> _What is needed_
Only the lines from the one containing "pyautogui.click(x=<x>, y=<y>)" through the last line of the material should be copied, exactly as written and without pictures.

> _Provided records_
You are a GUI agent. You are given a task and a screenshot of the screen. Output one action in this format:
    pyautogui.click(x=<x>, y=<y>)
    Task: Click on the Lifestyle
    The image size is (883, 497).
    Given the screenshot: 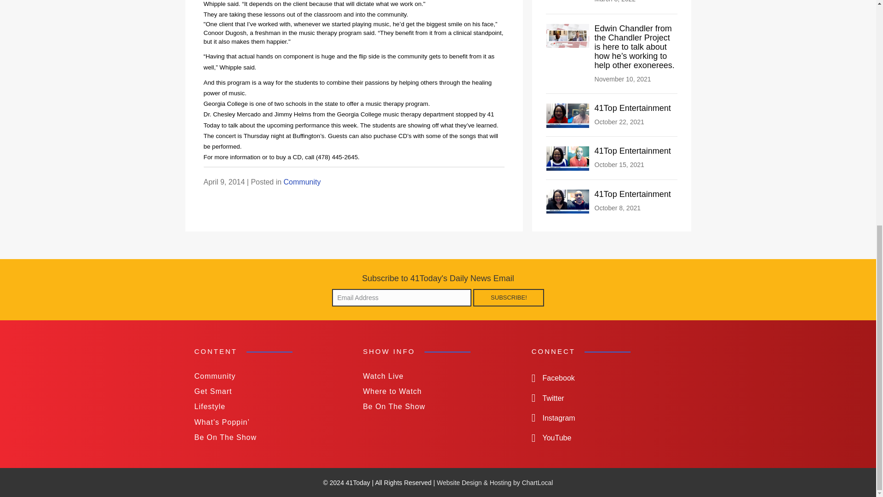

> _Problem solution_
    pyautogui.click(x=<x>, y=<y>)
    Task: Click on the Lifestyle
    The image size is (883, 497).
    Given the screenshot: 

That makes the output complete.